Gay photographers of a certain coffee-table-book ilk: The time is now. You know who you are. Put down your cameras. Shoo the sinewy models from your studios, even if you have to send them into the streets naked and shivering, clinging only to the chintzy linens you were hoping would look like Renaissance draperies on film. Listen up, because it is a new day for male nude photography, a day when dreadful soft-core porn is no longer mistaken for art! I'm talking to you, Herb Ritts (okay, you're not with us anymore, but your images are), you, Robert Laliberté, you, Anthony Boccaccio, Chris Reynolds, Dylan Ricci. You!

Let us begin in the middle, with the abs. Down with the tyrannical geography of the six-pack! Always the same hills. Same valleys. Every six-pack is alike. Let none ever again be committed to film. However, let this not seem to endorse a practice that some literal minds like to call "shirtcocking." Others like to call it "Donald Ducking," because the Disney bird only wore a shirt and bared all below. From here on out, if you use a shirt, you must use underwear! No more danglers in a haplessly half-dressed tableau!

Speaking of the dangler, if you decide to include it, keep in mind its penchant for hogging the spotlight, and your responsibility for accounting for its appearance and behavior. In this matter, we decree a 10 percent increase in underwear pictures for each photographer. Undergarments are underappreciated as sculptural and structural props. If you choose to use bikinis that ride high or follow steeper angles than the hipbones, your camera will be taken from you.

Above all, and we hope that you are still paying attention: No assholes. This is a shady region. No matter how you endeavor, how you labor to turn your model's body into a bent abstraction, you will not make art from this region. Unless it is a very, very funny art.

Just as light rippling across ripped bodies rarely constitutes art, black-and-white film does not dignify the acting out of ridiculous fantasies, allegories, metaphors, or similes involving animals or animal-like behavior, masks, foliage, musical instruments, or assless chaps. Henceforth, the law requires that these scenes be shot in full, living, punishing color.

Please do not allow your models to stand with arms slightly away from their bodies, as though they are so huge they cannot put them down, unless they are so huge they cannot put them down.

We recognize the popularity of such themes as cowboys, sailors, laborers in hardhats, Romans, wrestling, bondage, and men of the law. These are established conventions you may work within. We have noticed, however, another developing theme: the practice of a model wearing a lampshade on his head, especially a black model with a white lampshade. We do not wish to consider what this symbolism might mean. We simply need it to end.

If you must engage in surrealism, you are on your own. When your model has been transformed into a white-faced industrial rabbit jester with henna tattoos and an oversized penis-substitute shaped like a squid, you have left satire behind. Yes, that is a real photograph. I'm calling you out, Laliberté.

And you, the patrons: You're the real perps propping up these pretensions. Whom do you think you're fooling with that headless bohunk framed above your couch lifting his shirt above his nipples and running his other hand over his abs? No matter how golden the light that falls on him, he's still just the guy you wish you were sleeping with. Every dinner-party host who displays his sophistication by displaying a coffee-table book of arching, three-legged men; glistening tangles of unidentifiable body parts; beefy hands spread coyly over crotches or holding daisy bouquets; or tanned men doubled over with asses instead of heads will be required, within seven (7) days of said dinner, to attend no fewer than three (3) screenings of 9 ½ Weeks and to purchase a piece of real art from a local artist.

No exceptions will be tolerated. Violators will be prosecuted to the fullest extent of the law.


- _Problem description_:
Everything from the line that contains "Give me fish bounding box." to the end of the records below, both lines included, should be transcribed exactly and returned alone.

----------

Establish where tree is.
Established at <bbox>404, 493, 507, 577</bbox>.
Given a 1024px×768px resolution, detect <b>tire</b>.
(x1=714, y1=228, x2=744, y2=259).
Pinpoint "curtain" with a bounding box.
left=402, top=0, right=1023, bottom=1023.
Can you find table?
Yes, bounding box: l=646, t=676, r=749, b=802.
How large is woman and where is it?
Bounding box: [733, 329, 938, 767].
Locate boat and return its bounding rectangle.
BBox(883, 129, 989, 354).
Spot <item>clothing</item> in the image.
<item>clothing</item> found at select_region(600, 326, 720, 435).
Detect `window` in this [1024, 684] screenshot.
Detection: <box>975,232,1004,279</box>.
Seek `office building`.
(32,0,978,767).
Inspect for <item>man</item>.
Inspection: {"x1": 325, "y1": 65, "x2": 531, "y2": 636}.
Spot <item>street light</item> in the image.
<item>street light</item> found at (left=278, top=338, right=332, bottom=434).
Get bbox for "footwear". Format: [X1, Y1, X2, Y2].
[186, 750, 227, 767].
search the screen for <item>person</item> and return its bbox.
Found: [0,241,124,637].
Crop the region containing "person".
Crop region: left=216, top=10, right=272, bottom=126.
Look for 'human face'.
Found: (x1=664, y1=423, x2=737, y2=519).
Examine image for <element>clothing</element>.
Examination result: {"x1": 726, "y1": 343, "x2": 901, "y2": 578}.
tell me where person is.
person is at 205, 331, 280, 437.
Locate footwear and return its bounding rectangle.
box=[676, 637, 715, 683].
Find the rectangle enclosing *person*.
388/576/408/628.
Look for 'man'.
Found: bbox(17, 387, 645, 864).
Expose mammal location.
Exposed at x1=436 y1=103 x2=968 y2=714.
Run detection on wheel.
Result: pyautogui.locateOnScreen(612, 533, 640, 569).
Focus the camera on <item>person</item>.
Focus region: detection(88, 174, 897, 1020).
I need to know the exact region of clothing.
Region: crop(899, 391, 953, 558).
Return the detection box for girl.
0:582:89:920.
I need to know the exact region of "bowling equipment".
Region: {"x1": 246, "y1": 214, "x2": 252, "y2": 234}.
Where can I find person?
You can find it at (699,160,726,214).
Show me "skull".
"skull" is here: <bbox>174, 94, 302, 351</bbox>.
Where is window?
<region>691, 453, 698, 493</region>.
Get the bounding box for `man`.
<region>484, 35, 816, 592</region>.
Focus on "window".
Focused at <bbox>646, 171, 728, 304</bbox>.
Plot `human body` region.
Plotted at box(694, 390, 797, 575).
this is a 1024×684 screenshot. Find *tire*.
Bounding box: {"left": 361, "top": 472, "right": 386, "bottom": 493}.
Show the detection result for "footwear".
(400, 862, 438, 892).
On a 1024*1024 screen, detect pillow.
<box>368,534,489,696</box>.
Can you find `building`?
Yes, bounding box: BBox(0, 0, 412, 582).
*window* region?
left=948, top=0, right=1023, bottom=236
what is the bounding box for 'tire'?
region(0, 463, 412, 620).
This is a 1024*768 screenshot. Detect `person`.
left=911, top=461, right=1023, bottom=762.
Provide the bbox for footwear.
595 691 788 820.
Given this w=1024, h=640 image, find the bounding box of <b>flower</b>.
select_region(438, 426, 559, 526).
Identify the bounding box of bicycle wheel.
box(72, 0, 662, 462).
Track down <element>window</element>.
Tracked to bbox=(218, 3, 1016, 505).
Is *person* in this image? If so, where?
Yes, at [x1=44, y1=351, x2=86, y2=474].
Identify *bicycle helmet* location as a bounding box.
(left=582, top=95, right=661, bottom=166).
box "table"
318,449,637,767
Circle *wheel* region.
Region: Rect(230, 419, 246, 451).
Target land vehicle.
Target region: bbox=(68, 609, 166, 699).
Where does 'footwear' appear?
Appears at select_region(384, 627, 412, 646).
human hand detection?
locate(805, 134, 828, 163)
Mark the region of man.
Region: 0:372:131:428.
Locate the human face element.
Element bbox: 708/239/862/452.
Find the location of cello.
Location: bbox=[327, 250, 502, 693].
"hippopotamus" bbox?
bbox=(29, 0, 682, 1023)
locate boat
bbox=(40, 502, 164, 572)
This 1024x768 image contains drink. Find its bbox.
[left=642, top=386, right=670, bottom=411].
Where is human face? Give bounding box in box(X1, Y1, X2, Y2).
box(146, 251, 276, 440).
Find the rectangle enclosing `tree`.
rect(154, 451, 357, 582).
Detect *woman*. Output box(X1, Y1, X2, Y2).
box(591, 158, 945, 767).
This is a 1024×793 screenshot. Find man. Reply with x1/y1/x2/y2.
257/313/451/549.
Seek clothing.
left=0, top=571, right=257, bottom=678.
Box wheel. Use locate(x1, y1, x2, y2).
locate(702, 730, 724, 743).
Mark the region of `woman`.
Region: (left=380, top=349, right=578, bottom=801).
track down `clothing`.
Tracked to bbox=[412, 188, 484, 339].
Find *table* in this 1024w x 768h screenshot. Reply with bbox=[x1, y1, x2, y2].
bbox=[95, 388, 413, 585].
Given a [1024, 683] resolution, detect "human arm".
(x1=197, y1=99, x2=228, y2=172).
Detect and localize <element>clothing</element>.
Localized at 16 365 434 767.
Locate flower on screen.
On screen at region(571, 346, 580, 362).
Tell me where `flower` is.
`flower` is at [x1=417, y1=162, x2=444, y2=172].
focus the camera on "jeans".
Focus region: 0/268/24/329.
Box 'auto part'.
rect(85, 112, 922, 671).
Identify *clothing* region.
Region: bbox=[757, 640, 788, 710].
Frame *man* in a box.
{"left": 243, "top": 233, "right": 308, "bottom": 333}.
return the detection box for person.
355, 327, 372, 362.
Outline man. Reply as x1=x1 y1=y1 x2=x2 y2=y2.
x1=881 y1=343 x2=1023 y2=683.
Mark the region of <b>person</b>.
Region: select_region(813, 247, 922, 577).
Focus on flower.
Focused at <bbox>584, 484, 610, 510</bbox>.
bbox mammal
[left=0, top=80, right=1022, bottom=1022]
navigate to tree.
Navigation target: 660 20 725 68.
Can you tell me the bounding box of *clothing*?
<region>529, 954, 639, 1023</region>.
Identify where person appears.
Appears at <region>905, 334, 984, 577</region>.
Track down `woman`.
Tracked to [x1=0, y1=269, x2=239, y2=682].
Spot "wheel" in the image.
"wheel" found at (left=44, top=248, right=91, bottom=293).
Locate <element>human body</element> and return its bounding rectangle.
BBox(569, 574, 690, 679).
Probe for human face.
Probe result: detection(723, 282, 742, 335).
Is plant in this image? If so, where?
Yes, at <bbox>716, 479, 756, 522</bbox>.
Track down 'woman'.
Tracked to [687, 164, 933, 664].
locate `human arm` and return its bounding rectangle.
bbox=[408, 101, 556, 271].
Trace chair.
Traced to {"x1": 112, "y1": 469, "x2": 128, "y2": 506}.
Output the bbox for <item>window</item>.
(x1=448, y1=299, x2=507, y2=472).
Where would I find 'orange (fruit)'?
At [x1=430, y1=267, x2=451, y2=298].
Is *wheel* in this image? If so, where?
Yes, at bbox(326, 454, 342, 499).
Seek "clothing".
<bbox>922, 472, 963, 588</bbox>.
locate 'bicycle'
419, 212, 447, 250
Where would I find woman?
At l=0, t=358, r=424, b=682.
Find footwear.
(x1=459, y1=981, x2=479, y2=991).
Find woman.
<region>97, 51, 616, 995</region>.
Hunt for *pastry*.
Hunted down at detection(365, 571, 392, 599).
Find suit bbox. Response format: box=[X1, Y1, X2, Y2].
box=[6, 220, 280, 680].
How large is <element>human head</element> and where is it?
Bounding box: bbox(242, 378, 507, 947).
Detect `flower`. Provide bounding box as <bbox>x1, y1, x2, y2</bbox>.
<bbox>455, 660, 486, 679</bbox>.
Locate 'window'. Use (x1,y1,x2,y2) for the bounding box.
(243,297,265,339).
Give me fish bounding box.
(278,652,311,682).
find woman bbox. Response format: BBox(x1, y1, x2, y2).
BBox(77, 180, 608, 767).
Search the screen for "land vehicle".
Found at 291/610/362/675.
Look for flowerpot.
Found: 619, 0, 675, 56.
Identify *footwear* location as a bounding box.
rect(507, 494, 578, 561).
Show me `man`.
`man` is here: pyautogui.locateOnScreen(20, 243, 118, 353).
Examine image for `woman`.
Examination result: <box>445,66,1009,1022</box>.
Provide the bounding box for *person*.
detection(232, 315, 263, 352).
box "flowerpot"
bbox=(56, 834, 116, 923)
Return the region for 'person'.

----------

- _Solution_:
Give me fish bounding box.
(278,652,311,682).
find woman bbox. Response format: BBox(x1, y1, x2, y2).
BBox(77, 180, 608, 767).
Search the screen for "land vehicle".
Found at 291/610/362/675.
Look for flowerpot.
Found: 619, 0, 675, 56.
Identify *footwear* location as a bounding box.
rect(507, 494, 578, 561).
Show me `man`.
`man` is here: pyautogui.locateOnScreen(20, 243, 118, 353).
Examine image for `woman`.
Examination result: <box>445,66,1009,1022</box>.
Provide the bounding box for *person*.
detection(232, 315, 263, 352).
box "flowerpot"
bbox=(56, 834, 116, 923)
Return the region for 'person'.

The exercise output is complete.